Helping students to get started, and keep going….

If I had a dollar for every time I heard “Miss, is this right?” I’d be a billionaire. Every teacher I’ve talked to has shared that this was a particularly acute issue this school year. Hands up all over the room and when I got to them, 9 times out of 10 the question was “Miss, is this right?”
I suppose after 2 years of working in an online vacuum, kids wanted to know that they were using the proper procedure before continuing with the rest of the problem set. I imagine they missed the timely feedback while they were working from home.
So how do we help to address this need for feedback without running ourselves ragged? I came up with a few different strategies this year but the key was enforcing the. Let’s get into them.
Self-checking activities:
Puzzles, riddles, color by number, mazes, matching activities and scavenger hunts. All of these activities are self checking and provide students with instant feedback. Students will know very quickly if they are on track, which helps them to build confidence and figure out how to move forward without teacher support.
Some of these activities are collaborative and some are individual tasks. Switching them up is key to preventing students from getting too comfortable with any one format. Any worksheet or textbook problem set can easily be turned into one of these activities, or better yet, you can find tons of them on Teachers Pay Teachers. (I have these activities and bundles of activities available on my TPT store)

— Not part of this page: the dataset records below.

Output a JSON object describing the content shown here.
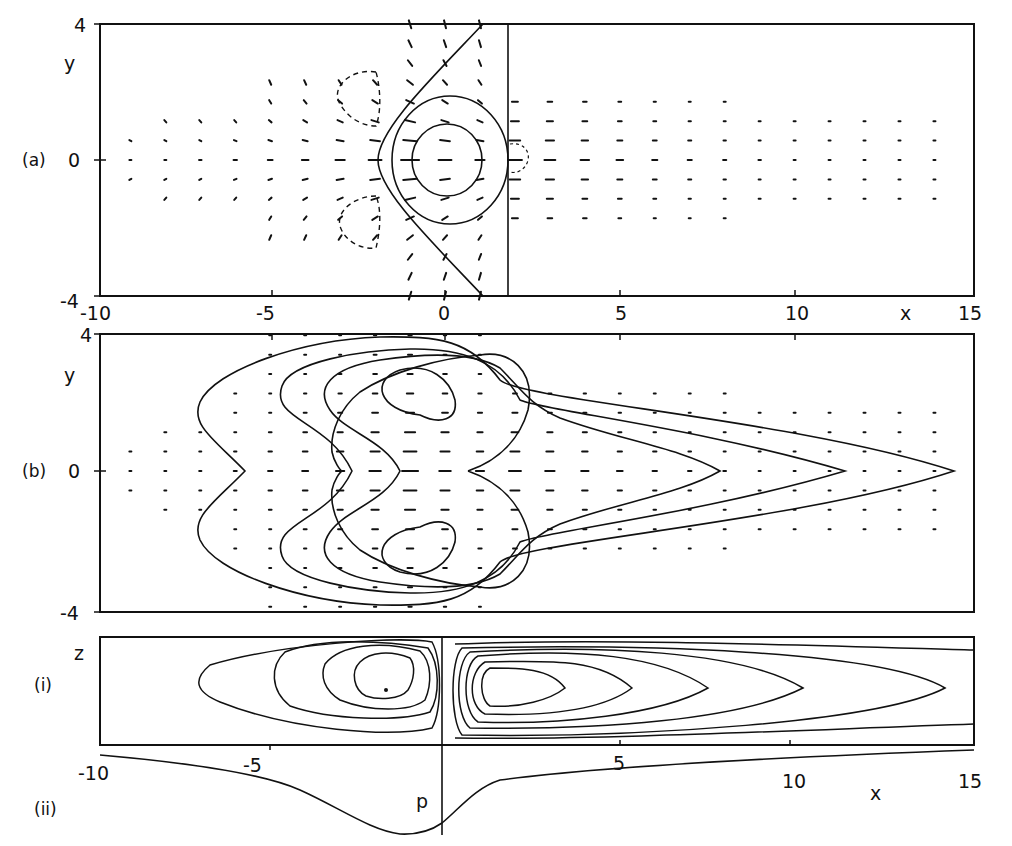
{
  "figure": {
    "ink_color": "#111111",
    "background": "#ffffff",
    "panels": [
      {
        "id": "a",
        "label": "(a)",
        "ylabel": "y",
        "yticks": [
          "4",
          "0",
          "-4"
        ],
        "xticks": [
          "-10",
          "-5",
          "0",
          "5",
          "10",
          "15"
        ],
        "xlabel": "x"
      },
      {
        "id": "b",
        "label": "(b)",
        "ylabel": "y",
        "yticks": [
          "4",
          "0",
          "-4"
        ]
      },
      {
        "id": "i",
        "label": "(i)",
        "ylabel": "z"
      },
      {
        "id": "ii",
        "label": "(ii)",
        "ylabel": "p",
        "xticks": [
          "-10",
          "-5",
          "5",
          "10",
          "15"
        ],
        "xlabel": "x"
      }
    ]
  },
  "chart_data": [
    {
      "type": "vector-field+contour",
      "panel": "(a)",
      "xlabel": "x",
      "ylabel": "y",
      "xlim": [
        -10,
        15
      ],
      "ylim": [
        -4,
        4
      ],
      "xticks": [
        -10,
        -5,
        0,
        5,
        10,
        15
      ],
      "yticks": [
        -4,
        0,
        4
      ],
      "annotations": [
        "solid parabola-like front passing through (-2,0) reaching x≈0 at y=±4",
        "vertical solid line at x≈1.8",
        "closed solid contours centred near (0,0), radii ≈1.5 and ≈2.5",
        "dashed closed contours near (-3,±2.3)",
        "small dashed contour near (2.2,0)"
      ],
      "vectors": "flow converges toward x≈0 from the left (arrows pointing +x), weak leftward arrows for x>2"
    },
    {
      "type": "vector-field+contour",
      "panel": "(b)",
      "xlabel": "x",
      "ylabel": "y",
      "xlim": [
        -10,
        15
      ],
      "ylim": [
        -4,
        4
      ],
      "yticks": [
        -4,
        0,
        4
      ],
      "annotations": [
        "two vortex centres near (-1,±1.8)",
        "nested contours extending downstream to x≈14 at y=0"
      ]
    },
    {
      "type": "streamlines",
      "panel": "(i)",
      "xlabel": "x",
      "ylabel": "z",
      "xlim": [
        -10,
        15
      ],
      "annotations": [
        "cell centred near x≈-1.8 (left of x=0)",
        "elongated cell centred near x≈2.5 extending to x≈14"
      ]
    },
    {
      "type": "line",
      "panel": "(ii)",
      "xlabel": "x",
      "ylabel": "p",
      "xlim": [
        -10,
        15
      ],
      "xticks": [
        -10,
        -5,
        5,
        10,
        15
      ],
      "x": [
        -10,
        -8,
        -6,
        -5,
        -4,
        -3,
        -2,
        -1.5,
        -1,
        -0.5,
        0,
        0.5,
        1,
        2,
        4,
        6,
        8,
        10,
        12,
        15
      ],
      "values": [
        0.0,
        -0.08,
        -0.18,
        -0.26,
        -0.38,
        -0.55,
        -0.78,
        -0.9,
        -0.97,
        -0.96,
        -0.88,
        -0.72,
        -0.52,
        -0.3,
        -0.2,
        -0.15,
        -0.11,
        -0.08,
        -0.05,
        -0.02
      ],
      "annotations": [
        "minimum near x≈-1"
      ]
    }
  ]
}
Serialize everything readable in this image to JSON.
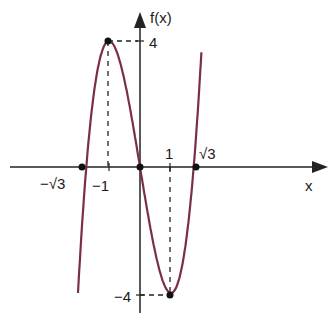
{
  "chart_data": {
    "type": "line",
    "title": "",
    "function": "f(x) = x^3 - 3x + 2 shifted; graph shows f(x) = -... cubic with local max (-1, 4) and local min (1, -4)",
    "xlabel": "x",
    "ylabel": "f(x)",
    "x_tick_labels": [
      "-√3",
      "-1",
      "1",
      "√3"
    ],
    "y_tick_labels": [
      "4",
      "-4"
    ],
    "key_points": [
      {
        "x": -1.732,
        "y": 0,
        "label": "-√3"
      },
      {
        "x": -1,
        "y": 4,
        "label": "local maximum"
      },
      {
        "x": 0,
        "y": 0,
        "label": "origin root"
      },
      {
        "x": 1,
        "y": -4,
        "label": "local minimum"
      },
      {
        "x": 1.732,
        "y": 0,
        "label": "√3"
      }
    ],
    "series": [
      {
        "name": "f(x)",
        "color": "#7a2d4f",
        "x": [
          -2.05,
          -1.732,
          -1.5,
          -1,
          -0.5,
          0,
          0.5,
          1,
          1.5,
          1.732,
          2.2
        ],
        "y": [
          -5.52,
          0,
          3.0,
          4,
          2.75,
          0,
          -2.75,
          -4,
          -3.0,
          0,
          6.8
        ]
      }
    ],
    "grid": false,
    "legend": null
  },
  "labels": {
    "y_axis": "f(x)",
    "x_axis": "x",
    "y_max": "4",
    "y_min": "−4",
    "x_neg_sqrt3": "−√3",
    "x_neg1": "−1",
    "x_1": "1",
    "x_sqrt3": "√3"
  }
}
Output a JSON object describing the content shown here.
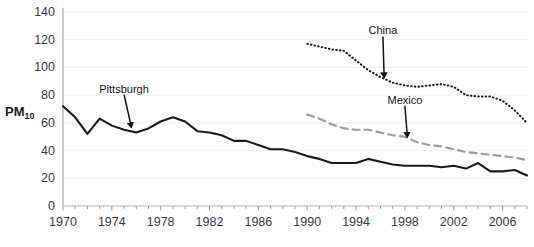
{
  "chart_data": {
    "type": "line",
    "title": "",
    "xlabel": "",
    "ylabel": "PM10",
    "ylabel_base": "PM",
    "ylabel_sub": "10",
    "xlim": [
      1970,
      2008
    ],
    "ylim": [
      0,
      140
    ],
    "grid": true,
    "grid_axis": "y",
    "legend": "none (inline annotated labels with arrows)",
    "yticks": [
      0,
      20,
      40,
      60,
      80,
      100,
      120,
      140
    ],
    "ytick_labels": [
      "0",
      "20",
      "40",
      "60",
      "80",
      "100",
      "120",
      "140"
    ],
    "xticks": [
      1970,
      1974,
      1978,
      1982,
      1986,
      1990,
      1994,
      1998,
      2002,
      2006
    ],
    "xtick_labels": [
      "1970",
      "1974",
      "1978",
      "1982",
      "1986",
      "1990",
      "1994",
      "1998",
      "2002",
      "2006"
    ],
    "xtick_minor_every": 1,
    "annotations": [
      {
        "text": "Pittsburgh",
        "label_x": 1975.0,
        "label_y": 84,
        "arrow_to_x": 1975.6,
        "arrow_to_y": 57
      },
      {
        "text": "China",
        "label_x": 1996.2,
        "label_y": 126,
        "arrow_to_x": 1996.3,
        "arrow_to_y": 93
      },
      {
        "text": "Mexico",
        "label_x": 1998.0,
        "label_y": 76,
        "arrow_to_x": 1998.2,
        "arrow_to_y": 50
      }
    ],
    "series": [
      {
        "name": "Pittsburgh",
        "style": "solid",
        "color": "#1a1a1a",
        "width": 2.1,
        "x": [
          1970,
          1971,
          1972,
          1973,
          1974,
          1975,
          1976,
          1977,
          1978,
          1979,
          1980,
          1981,
          1982,
          1983,
          1984,
          1985,
          1986,
          1987,
          1988,
          1989,
          1990,
          1991,
          1992,
          1993,
          1994,
          1995,
          1996,
          1997,
          1998,
          1999,
          2000,
          2001,
          2002,
          2003,
          2004,
          2005,
          2006,
          2007,
          2008
        ],
        "values": [
          72,
          64,
          52,
          63,
          58,
          55,
          53,
          56,
          61,
          64,
          61,
          54,
          53,
          51,
          47,
          47,
          44,
          41,
          41,
          39,
          36,
          34,
          31,
          31,
          31,
          34,
          32,
          30,
          29,
          29,
          29,
          28,
          29,
          27,
          31,
          25,
          25,
          26,
          22
        ]
      },
      {
        "name": "China",
        "style": "dotted",
        "color": "#1a1a1a",
        "width": 1.9,
        "x": [
          1990,
          1991,
          1992,
          1993,
          1994,
          1995,
          1996,
          1997,
          1998,
          1999,
          2000,
          2001,
          2002,
          2003,
          2004,
          2005,
          2006,
          2007,
          2008
        ],
        "values": [
          117,
          115,
          113,
          112,
          105,
          98,
          93,
          89,
          87,
          86,
          87,
          88,
          86,
          80,
          79,
          79,
          76,
          69,
          60
        ]
      },
      {
        "name": "Mexico",
        "style": "dashed",
        "color": "#9a9a9a",
        "width": 2.1,
        "x": [
          1990,
          1991,
          1992,
          1993,
          1994,
          1995,
          1996,
          1997,
          1998,
          1999,
          2000,
          2001,
          2002,
          2003,
          2004,
          2005,
          2006,
          2007,
          2008
        ],
        "values": [
          66,
          63,
          59,
          56,
          55,
          55,
          53,
          51,
          50,
          46,
          44,
          43,
          41,
          39,
          38,
          37,
          36,
          35,
          33
        ]
      }
    ]
  },
  "axis": {
    "y_axis_line_color": "#b5b5b5",
    "x_axis_line_color": "#b5b5b5",
    "gridline_color": "#f0f0f0"
  }
}
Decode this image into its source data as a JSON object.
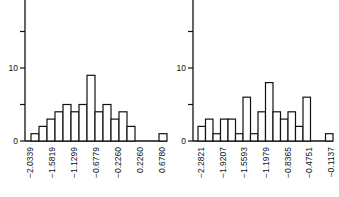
{
  "chart_data": [
    {
      "type": "bar",
      "title": "",
      "xlabel": "",
      "ylabel": "",
      "ylim": [
        0,
        17
      ],
      "yticks": [
        0,
        10
      ],
      "ytick_marks": [
        0,
        5,
        10,
        15
      ],
      "grid": false,
      "legend": null,
      "xtick_labels": [
        "−2.0339",
        "−1.5819",
        "−1.1299",
        "−0.6779",
        "−0.2260",
        "0.2260",
        "0.6780"
      ],
      "values": [
        1,
        2,
        3,
        4,
        5,
        4,
        5,
        9,
        4,
        5,
        3,
        4,
        2,
        0,
        0,
        0,
        1
      ]
    },
    {
      "type": "bar",
      "title": "",
      "xlabel": "",
      "ylabel": "",
      "ylim": [
        0,
        17
      ],
      "yticks": [
        0,
        10
      ],
      "ytick_marks": [
        0,
        5,
        10,
        15
      ],
      "grid": false,
      "legend": null,
      "xtick_labels": [
        "−2.2821",
        "−1.9207",
        "−1.5593",
        "−1.1979",
        "−0.8365",
        "−0.4751",
        "−0.1137"
      ],
      "values": [
        2,
        3,
        1,
        3,
        3,
        1,
        6,
        1,
        4,
        8,
        4,
        3,
        4,
        2,
        6,
        0,
        0,
        1
      ]
    }
  ]
}
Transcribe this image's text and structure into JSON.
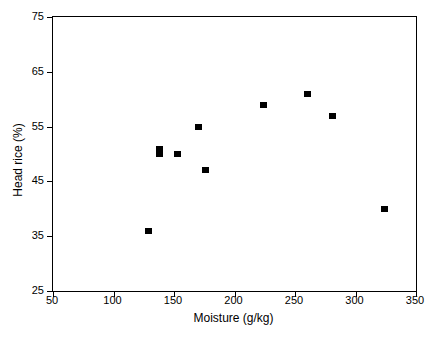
{
  "chart_data": {
    "type": "scatter",
    "title": "",
    "xlabel": "Moisture (g/kg)",
    "ylabel": "Head rice (%)",
    "xlim": [
      50,
      350
    ],
    "ylim": [
      25,
      75
    ],
    "xticks": [
      50,
      100,
      150,
      200,
      250,
      300,
      350
    ],
    "yticks": [
      25,
      35,
      45,
      55,
      65,
      75
    ],
    "xtick_labels": [
      "50",
      "100",
      "150",
      "200",
      "250",
      "300",
      "350"
    ],
    "ytick_labels": [
      "25",
      "35",
      "45",
      "55",
      "65",
      "75"
    ],
    "grid": false,
    "legend": false,
    "legend_position": "none",
    "marker": "filled-square",
    "marker_color": "#000000",
    "series": [
      {
        "name": "Head rice vs moisture",
        "points": [
          {
            "x": 129,
            "y": 36
          },
          {
            "x": 138,
            "y": 51
          },
          {
            "x": 138,
            "y": 50
          },
          {
            "x": 153,
            "y": 50
          },
          {
            "x": 170,
            "y": 55
          },
          {
            "x": 176,
            "y": 47
          },
          {
            "x": 224,
            "y": 59
          },
          {
            "x": 260,
            "y": 61
          },
          {
            "x": 281,
            "y": 57
          },
          {
            "x": 324,
            "y": 40
          }
        ]
      }
    ]
  },
  "axes": {
    "frame_color": "#000000",
    "background": "#ffffff"
  }
}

Start class with a Do Now on the day’s skill, then move into one of these activities. Kids can use the example of the Do Now to get them started, and will quickly know if they’re doing it correctly or not. Whenever I use these activities, the number of hands up in the air is reduced by 90%.
Collaborative Activities:
Structured group work, like scavenger hunts, matching activities and collaborative rich tasks bring groups of students together to work through a problem set. With the proper structure, these collaborations will encourage students to seek clarification from each other, not you.
Begin with a rubric that sets clear expectations for how groups work together. Accountable talk stems are also helpful to guide the conversation.
Then give the group a task such as a matching activity. Students work together to solve problems and match them to their answers. If students disagree on the answer, it’s up to them to defend their thinking and figure out who is correct. Teachers should only be called over if the group is in a deadlock.
Collaborative group work is also effective with rich problems that have multiple steps and different approaches to solving them. For these problems, students can share different approaches and compare their answers.
Teachers will need to be diligent about redirecting students to the rubric throughout the collaboration. When a group calls you over to say “miss, we can’t agree” you will have to redirect them to use their notes or a teacher chart and revisit their work. Resist the urge to direct them to the answer. Choose a hint instead. Over time, if you do enough collaboration in class, students will get used to this and won’t ask for your direction.
Interactive Notebooks:
One of the greatest resources to build perseverance in the math classroom is a great notebook. Interactive notebooks, Cornell notes, binders, folders, etc. Whatever your system is, as long as kids have something with examples and solutions in it, they can use it to support their work.
The key is forcing them to do so.

At the beginning of the year, when a student asks “miss, how do I get started with this?”, tell them to open their notebooks and turn to the page where the examples are for this topic. Walk through the example with them, and see if they can translate that example to the problem they are currently trying to solve.
When reviewing multiple topics, it may be necessary to direct them to the table of contents. Help them to use the TOC to find the necessary examples to help them with the problem they are trying to solve.
If you are consistent about redirecting students to their notebooks when they have questions, they will eventually build the capacity to do it on their own, without asking. You are, essentially, teaching kids to help themselves. I mean after all, what do we take notes for??
Calculators:
How many times have you been called by a student who doesn’t understand their wrong answer just to find they performed a simple miscalculation?
Happens all the time.
Especially after 2 years of remote learning.
Empower students to use calculators to help. Let me explain.
If you are teaching Quadratic equations, and you want a student to fill out a table of values for the function y = x^2, they will not be able to do that if they aren’t fluent with integers and exponents. When they enter -3 they may come up with -9, instead of 9. And that will throw off the entire lesson on quadratics.
In this way, the student who isn’t comfortable with integers, is not doomed to fail quadratics because of it. But this doesn’t need to be the case. Teach them to use the calculator to calculate (-3)^2 and their table of values will come out correct.
I’ve always found that after using the calculator to work through solving equations and graphing functions, kids tend to learn how integers work anyway. Just by seeing all the examples they plugged into the calculator. Does more good than trying to memorize integer rules.
All of these strategies require diligence from teachers. It’s very difficult to stand by a struggling student and say “check your notebook” or “did you ask your group mates?” We became teachers because we wanted to help. We want to explain. But which serves a student better in the long run?
These strategies help kids to help themselves. And isn’t that the whole idea?
Find all these activities, rubrics and more on my TPT Store!